[55°01'01.54 N 1°27'28.83 W]
Bedroom. Ana's first floor flat in a Victorian house near the coast of Tynemouth. The room contains a wardrobe, a bed and a bedside table. The walls are red. The duvet cover is red. On the bedside table there is an empty glass and an open pair of scissors. Next to the empty glass there are two white rectangular boxes. One of them once contained sleeping tablets. The other once contained painkillers.
~Are you still there?~
You've ruined the end.
Now I know what's going to happen.
The plot has you coming back to kill me.
A twist in the narrative.
[five second silence]
I had cast you in the role of handsome prince.
How strange that you should turn out to be my killer.
But that's an end.
And now I need to find a beginning.
~Are you there?~
~Will you listen?~
~Do you remember?~
I am remembering when we were courting.
It was always cold.
I'm thinking back to when you wrapped your arm around me as we walked along Tynemouth beach.
I remember you folding me into you.
The image is practically cinematic.
~Do you remember?~
[five second silence]
We wore matching scarves.
I had knitted them and they had holes where I had dropped stitches.
You had laughed at my fumbling attempt.
[sound: a throaty laugh]
I had dropped many stitches.
But you said that you loved them.
~Didn't you?~
That they were perfectly us.
~Do you remember?~
The scarves wrapped around us.
They bound us together.
You could climb up your scarf to mine.
~Do you remember?~
And then you found that knobbly washed-up stick.
And you wrote our names in the sand in those huge perfectly straight lines.
And those lines stood together and made the flawlessly straight letters of our names.
ALEX+ANA.
You said that our names and our lives and everything that we would ever choose to do would be straight.
And I thought that you liked that.
[sound: sniff sniff]
I thought that the neatness and the organisation and the perfectly horizontalness.
Well I thought that you liked that.
[volume: high]
No kinks and no bends.
A perfectly straight route from here to there.
From there to here.
To nowhere else.
And on that day when you wrote our two names into the sand.
Well I didn't realise that one day.
When you wanted.
That you'd wash away the +ANA that was joined to the ALEX.
[sound: sobbing]
[silence]
But your name would never go away.
It grew fainter, but it is still there.
I still see it there.
I can still see ALEX+ANA.
[sound: throat clearing]
You started a new life.
ALEX+SUE.
But I can't write another name.
There are no other names that are perfectly straight and perfectly able to cover ALEX.
[silence]
But you went off.
And you found that new name.
And it had curves in it because you had decided that you preferred curves.
The lines no longer needed to be straight.
You adapted.
You accepted.
You left me here.
You left me.
Trapped.
[silence]
My room is a box.
A black box.
A sometimes ruby red box.
~Is that confusing?~
You trapped me in here.
[voiced: unrecognisable word]
[volume: low]
I have a front.
I have a back.
They are my window and my door.
My door takes me to my children.
My door keeps me from your Pip and my Davie.
Our two children.
~They are your children too.~
~But you know that they are your children too!~
~Am I trying to be too clever?~
The view from my window is ever changing.
I see the sand.
I see the sea.
And that image is my painting mounted in a chipped red window frame.
A sometimes black window frame.
A perfect square.
A perfect painting.
A painting that holds the memories of you and me.
We met as students.
~I know that you remember that.~
We lived in the same halls.
On the same corridor.
And we met in the first week.
You were so quiet.
All the girls wanted to know you.
To know what made you tick.
You were different.
You carried books around with you.
And you read those books.
You had a guitar.
And you could play your guitar.
Your friends were all girls.
You preferred female company.
And although girls flashed their breasts at you and although girls flicked their flowing hair and offered themselves to you.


* YOUR INSTRUCTIONS
Which lines below include the string "this"? Please show each one.

◇ ◇ ◇

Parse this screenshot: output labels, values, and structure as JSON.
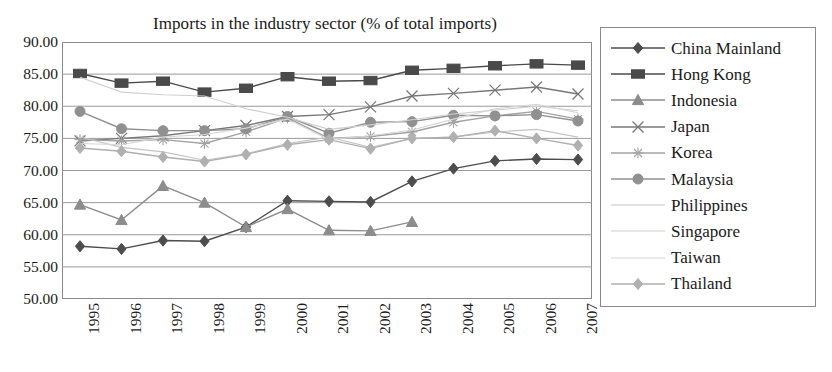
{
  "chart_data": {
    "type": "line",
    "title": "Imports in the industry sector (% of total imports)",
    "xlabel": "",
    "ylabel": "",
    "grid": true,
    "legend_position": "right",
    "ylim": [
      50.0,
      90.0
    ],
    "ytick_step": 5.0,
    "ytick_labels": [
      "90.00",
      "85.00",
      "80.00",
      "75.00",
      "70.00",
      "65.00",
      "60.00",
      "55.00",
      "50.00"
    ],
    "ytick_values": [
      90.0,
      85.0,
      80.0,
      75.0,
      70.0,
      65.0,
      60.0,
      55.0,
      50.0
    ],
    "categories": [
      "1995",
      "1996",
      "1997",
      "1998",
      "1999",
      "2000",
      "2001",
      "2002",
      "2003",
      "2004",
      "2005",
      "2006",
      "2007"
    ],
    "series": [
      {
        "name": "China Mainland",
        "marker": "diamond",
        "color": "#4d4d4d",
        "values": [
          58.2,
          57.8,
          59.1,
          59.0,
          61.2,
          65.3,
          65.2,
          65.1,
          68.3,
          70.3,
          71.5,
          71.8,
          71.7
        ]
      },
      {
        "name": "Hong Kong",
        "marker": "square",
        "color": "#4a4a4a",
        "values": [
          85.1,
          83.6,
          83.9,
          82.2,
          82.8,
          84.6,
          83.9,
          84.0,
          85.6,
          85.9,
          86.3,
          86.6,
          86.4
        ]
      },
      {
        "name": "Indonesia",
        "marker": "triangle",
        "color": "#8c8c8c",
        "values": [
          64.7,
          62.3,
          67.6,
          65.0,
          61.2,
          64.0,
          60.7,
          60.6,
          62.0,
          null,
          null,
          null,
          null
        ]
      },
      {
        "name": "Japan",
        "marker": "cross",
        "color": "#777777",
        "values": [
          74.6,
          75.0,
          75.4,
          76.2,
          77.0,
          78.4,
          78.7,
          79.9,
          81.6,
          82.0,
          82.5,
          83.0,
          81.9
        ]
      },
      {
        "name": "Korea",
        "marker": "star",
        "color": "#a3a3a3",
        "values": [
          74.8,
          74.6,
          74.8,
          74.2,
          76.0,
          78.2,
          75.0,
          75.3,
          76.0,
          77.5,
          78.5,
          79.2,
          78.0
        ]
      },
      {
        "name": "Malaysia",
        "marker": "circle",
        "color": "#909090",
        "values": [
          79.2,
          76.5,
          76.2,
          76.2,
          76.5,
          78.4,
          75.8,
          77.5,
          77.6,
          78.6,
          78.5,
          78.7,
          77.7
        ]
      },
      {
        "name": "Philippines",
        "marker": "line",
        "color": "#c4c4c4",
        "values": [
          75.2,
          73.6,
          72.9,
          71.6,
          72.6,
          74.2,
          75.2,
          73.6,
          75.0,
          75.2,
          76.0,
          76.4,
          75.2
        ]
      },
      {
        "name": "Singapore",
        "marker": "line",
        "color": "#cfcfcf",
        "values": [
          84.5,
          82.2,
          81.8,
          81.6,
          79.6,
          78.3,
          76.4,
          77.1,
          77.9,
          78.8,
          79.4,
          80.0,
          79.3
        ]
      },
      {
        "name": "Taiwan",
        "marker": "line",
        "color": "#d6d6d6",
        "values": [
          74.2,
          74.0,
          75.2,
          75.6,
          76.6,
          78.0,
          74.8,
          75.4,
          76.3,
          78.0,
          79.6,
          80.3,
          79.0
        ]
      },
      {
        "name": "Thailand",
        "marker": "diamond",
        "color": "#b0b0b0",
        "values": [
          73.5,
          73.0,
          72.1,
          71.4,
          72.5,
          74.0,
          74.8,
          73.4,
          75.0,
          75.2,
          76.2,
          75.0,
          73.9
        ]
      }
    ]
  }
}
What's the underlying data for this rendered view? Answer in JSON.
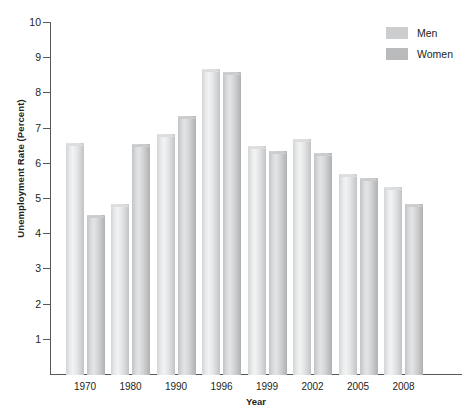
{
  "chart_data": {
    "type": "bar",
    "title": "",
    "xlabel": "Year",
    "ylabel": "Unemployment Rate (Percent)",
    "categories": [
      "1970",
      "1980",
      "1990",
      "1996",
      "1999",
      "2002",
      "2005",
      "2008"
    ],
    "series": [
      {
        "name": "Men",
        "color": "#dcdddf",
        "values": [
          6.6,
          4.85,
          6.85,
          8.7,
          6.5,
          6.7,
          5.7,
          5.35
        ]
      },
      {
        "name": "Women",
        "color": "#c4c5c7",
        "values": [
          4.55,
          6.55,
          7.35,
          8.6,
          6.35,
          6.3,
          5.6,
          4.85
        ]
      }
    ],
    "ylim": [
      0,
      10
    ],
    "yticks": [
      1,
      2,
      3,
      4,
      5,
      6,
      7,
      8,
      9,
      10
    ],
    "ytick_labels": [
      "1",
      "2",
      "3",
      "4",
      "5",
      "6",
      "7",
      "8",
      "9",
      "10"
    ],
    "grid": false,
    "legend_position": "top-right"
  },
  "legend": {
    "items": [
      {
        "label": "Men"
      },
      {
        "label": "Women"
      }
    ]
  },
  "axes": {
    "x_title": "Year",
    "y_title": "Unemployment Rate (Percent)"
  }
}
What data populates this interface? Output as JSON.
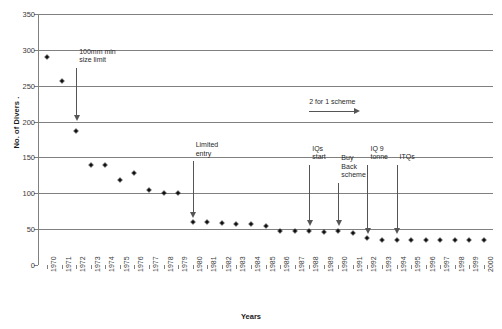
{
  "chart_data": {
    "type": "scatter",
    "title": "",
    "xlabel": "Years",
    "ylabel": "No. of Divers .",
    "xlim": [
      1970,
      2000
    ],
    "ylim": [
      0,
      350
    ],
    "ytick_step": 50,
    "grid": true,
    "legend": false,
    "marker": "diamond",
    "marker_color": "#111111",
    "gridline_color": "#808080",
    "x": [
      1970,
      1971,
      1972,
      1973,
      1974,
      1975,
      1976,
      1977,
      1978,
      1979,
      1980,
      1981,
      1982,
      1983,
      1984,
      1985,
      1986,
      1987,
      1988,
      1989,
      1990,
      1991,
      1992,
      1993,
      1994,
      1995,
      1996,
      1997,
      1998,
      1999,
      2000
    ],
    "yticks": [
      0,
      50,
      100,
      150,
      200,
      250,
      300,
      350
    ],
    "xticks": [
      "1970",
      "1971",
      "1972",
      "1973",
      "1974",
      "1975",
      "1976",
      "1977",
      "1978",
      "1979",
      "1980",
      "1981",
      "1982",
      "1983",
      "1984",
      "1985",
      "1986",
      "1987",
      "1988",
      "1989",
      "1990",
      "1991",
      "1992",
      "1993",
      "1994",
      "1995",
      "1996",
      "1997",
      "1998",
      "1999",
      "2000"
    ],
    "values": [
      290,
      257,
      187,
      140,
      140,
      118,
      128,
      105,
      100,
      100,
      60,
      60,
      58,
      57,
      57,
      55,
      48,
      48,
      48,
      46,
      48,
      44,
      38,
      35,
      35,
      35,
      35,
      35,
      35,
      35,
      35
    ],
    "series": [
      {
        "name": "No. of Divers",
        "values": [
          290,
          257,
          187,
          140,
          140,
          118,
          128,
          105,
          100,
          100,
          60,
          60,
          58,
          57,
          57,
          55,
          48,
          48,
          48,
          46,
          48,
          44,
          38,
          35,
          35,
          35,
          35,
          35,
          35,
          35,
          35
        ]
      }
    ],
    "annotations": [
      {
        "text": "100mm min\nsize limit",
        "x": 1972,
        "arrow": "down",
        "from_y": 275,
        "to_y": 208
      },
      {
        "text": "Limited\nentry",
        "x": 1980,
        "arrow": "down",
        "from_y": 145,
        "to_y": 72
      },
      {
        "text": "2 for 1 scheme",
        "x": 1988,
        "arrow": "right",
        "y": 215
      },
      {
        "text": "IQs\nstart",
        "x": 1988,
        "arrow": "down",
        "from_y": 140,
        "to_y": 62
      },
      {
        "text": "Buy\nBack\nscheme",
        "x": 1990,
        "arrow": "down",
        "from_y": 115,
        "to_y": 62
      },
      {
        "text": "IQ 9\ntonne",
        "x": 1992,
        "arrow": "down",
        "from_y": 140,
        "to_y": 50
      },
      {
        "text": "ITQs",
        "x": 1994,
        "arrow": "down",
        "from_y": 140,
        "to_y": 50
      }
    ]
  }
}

◇ ◇ ◇

* EXERCISE ANSWER
Parse this screenshot: output labels, values, and structure as JSON.
What's the underlying data for this rendered view? Answer in JSON.
What data populates this interface? Output as JSON.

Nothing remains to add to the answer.